What I'm seeing here with the whole debate with wine and winetools is that its a configuration management issue. The project is getting into the stage where testing needs to be accomodated and so does getting things working. I think whats currently available for managing configurations to wine is innadequate. Even winecfg provides an interface that is innadequate for making many changes in terms of dll overrides. Plus it doesn't provide a mechanism for rolling those changes back. Or even managing multiple configurations or modes so that problems can be issolated. I think whats is comming out of the winetools debate is better tools are needed for configuration management. This isn't very revolutionary. Its a natural part of the software development life cycle. As a project starts emerging from the development phase ways to provide better configuration management start showing themselves.
Something that interfaces with the AppDB would be good. It would make things easier. I think, given the complaints given by the developers are also valid but so are the complaints made by the people trying to use the program and even the testers. Most other projects don't need such tools but this one does given what its trying to accomplish and the complexity of whats being accomplished. Besides even windows XP has a roll back feature now to fix problems. Why doesn't wine considering its attempting a bug for bug compatibility with windows. This would be a wise thing to implement just for sanities sake.
So I'd like to provide an addition to Jason Greens brain dump
* AppDB would have to be extended to be able to get and report this data, and it would make sense for each App's maintainer to be able to manage that information. * Biggest issue here is that this information could have a tendency to change very rapidly, so it might overload the app maintainers if they had to track this for each version of wine. What I think would make sense is to have regular snapshots (every 3 months?) and release a new version of "Winetools Plus" or whatever you want to call this thing a month later to give the maintainers time to update each of their apps based on the frozen version. (I think multiple versions of the AppDB would be useful. Similar to the Release and Release candidate type way of doing things.) * Data needed: AppID, AppVersionID, WineVersionID, Window Version, DLL Overrides, Window settings (fullscreen/windowed - sometimes and issue), Sound options, Video acceleration required, General notes or HOWTO's, etc. You would need separate overrides/settings for Installing vs. Running the app. * AppDB could dump this information to an xml format which "Winetools Plus" could be distributed with. Maybe have an option to download the latest xml file directly from winehq.org. * The 'Winetools Plus' front-end would just be a menu which would query all of the apps in the xml dump. The user picks they app they want to install, and it reads the necessary information, verifies the source installation media, and goes at it. * Applying patches to apps might get tricky (e.g., where wine only successfully runs version 1.5 of the app, but 1.0 is on the CD), but I'm sure it could be worked out. * A Way to roll back DLL overrides. * A Way store roll multiple registry configurations so that we establish a base reference configuration and a test configuration. Or even multiple test configurations. * An AppDB tool that allows changes to the DLL configuration in the AppDB to be made easily. * A way to detect the version of wine and provide configuration changes given that version of wine. * A way to report bugs to the appDB maintainers about configuration problems.
A nice to have would be
Something that allows the AppDB maintainers to distribute tweeks to the configuration changes in the AppDB to users. So that even if we aren't installing the programs on the system. The tweeks can still be made on the fly. This would eliminate having to blow away the .wine directory all the time. Blowing away the .wine directory is not a desirable. A way for wine developers to distribute a test configuration would also be a useful thing. That way we can test the software with what the developers want us to test rather then shooting in the dark only to see that the bug we reported is the same as some other bug we reported.
Such tools would be useful in debugging the entire framework and speed up development. These are suggestions. I hope they help a bit.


# WHAT NEEDS TO BE DONE
Whenever a line in the entries below contains "Dollar", copy that line.
─── MATERIAL FOR THE TASK ───
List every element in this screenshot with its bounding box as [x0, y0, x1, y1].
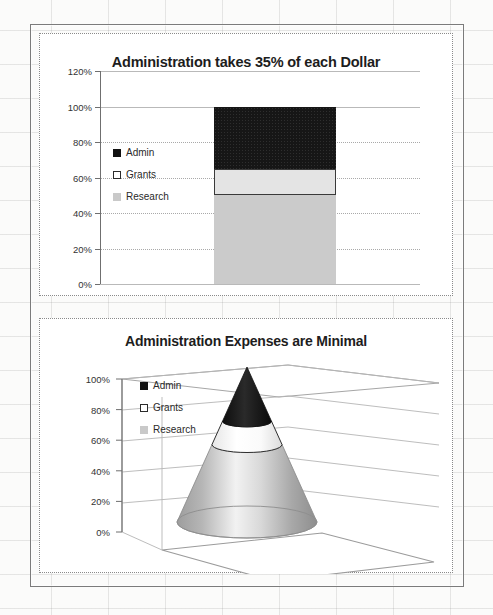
stacked-column-chart-title: Administration takes 35% of each Dollar: [40, 54, 452, 70]
cone-legend-item-admin[interactable]: Admin: [140, 380, 196, 391]
stacked-column-chart-inner: Administration takes 35% of each Dollar …: [40, 34, 452, 295]
stacked-cone-legend: Admin Grants Research: [140, 380, 196, 446]
y-axis-label-40: 40%: [73, 208, 92, 219]
gridline-0: [100, 284, 420, 285]
legend-swatch-admin-icon: [113, 149, 121, 157]
y-axis-label-0: 0%: [78, 279, 92, 290]
cone-y-axis-label-60: 60%: [66, 435, 110, 446]
stacked-column-legend: Admin Grants Research: [113, 147, 169, 213]
cone-chart-y-ticks: [116, 379, 122, 532]
legend-swatch-grants-icon: [113, 171, 121, 179]
cone-3d-scene: 100% 80% 60% 40% 20% 0% Admin Grants Res…: [40, 319, 452, 572]
cone-y-axis-label-40: 40%: [66, 465, 110, 476]
cone-legend-label-research: Research: [153, 424, 196, 435]
legend-item-grants[interactable]: Grants: [113, 169, 169, 180]
cone-legend-swatch-admin-icon: [140, 382, 148, 390]
cone-y-axis-label-20: 20%: [66, 496, 110, 507]
legend-label-grants: Grants: [126, 169, 156, 180]
cone-chart-floor-plane: [162, 533, 434, 574]
y-axis-label-60: 60%: [73, 172, 92, 183]
cone-y-axis-label-0: 0%: [66, 527, 110, 538]
legend-label-research: Research: [126, 191, 169, 202]
y-tick-60: [95, 178, 100, 179]
cone-y-axis-label-100: 100%: [66, 374, 110, 385]
bar-segment-research[interactable]: [214, 195, 336, 284]
bar-segment-admin[interactable]: [214, 107, 336, 169]
legend-swatch-research-icon: [113, 193, 121, 201]
stacked-cone-chart-inner: Administration Expenses are Minimal: [40, 319, 452, 572]
legend-label-admin: Admin: [126, 147, 154, 158]
cone-legend-swatch-grants-icon: [140, 404, 148, 412]
y-tick-0: [95, 284, 100, 285]
cone-legend-swatch-research-icon: [140, 426, 148, 434]
y-axis-label-20: 20%: [73, 243, 92, 254]
cone-y-axis-label-80: 80%: [66, 404, 110, 415]
stacked-column-y-axis: [100, 71, 101, 284]
y-tick-40: [95, 213, 100, 214]
stacked-column-bar[interactable]: [214, 107, 336, 285]
stacked-column-chart[interactable]: Administration takes 35% of each Dollar …: [39, 33, 453, 296]
cone-legend-item-research[interactable]: Research: [140, 424, 196, 435]
y-tick-80: [95, 142, 100, 143]
y-axis-label-100: 100%: [68, 101, 92, 112]
y-tick-100: [95, 107, 100, 108]
bar-segment-grants[interactable]: [214, 169, 336, 196]
gridline-120: [100, 71, 420, 72]
y-tick-120: [95, 71, 100, 72]
cone-legend-item-grants[interactable]: Grants: [140, 402, 196, 413]
y-axis-label-80: 80%: [73, 137, 92, 148]
y-axis-label-120: 120%: [68, 66, 92, 77]
stacked-cone-3d-chart[interactable]: Administration Expenses are Minimal: [39, 318, 453, 573]
legend-item-research[interactable]: Research: [113, 191, 169, 202]
cone-legend-label-admin: Admin: [153, 380, 181, 391]
legend-item-admin[interactable]: Admin: [113, 147, 169, 158]
cone-segment-admin: [223, 367, 272, 427]
cone-legend-label-grants: Grants: [153, 402, 183, 413]
y-tick-20: [95, 249, 100, 250]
───
# OUTPUT OF THE TASK
stacked-column-chart-title: Administration takes 35% of each Dollar: [40, 54, 452, 70]
stacked-column-chart-inner: Administration takes 35% of each Dollar …: [40, 34, 452, 295]
stacked-column-chart[interactable]: Administration takes 35% of each Dollar …: [39, 33, 453, 296]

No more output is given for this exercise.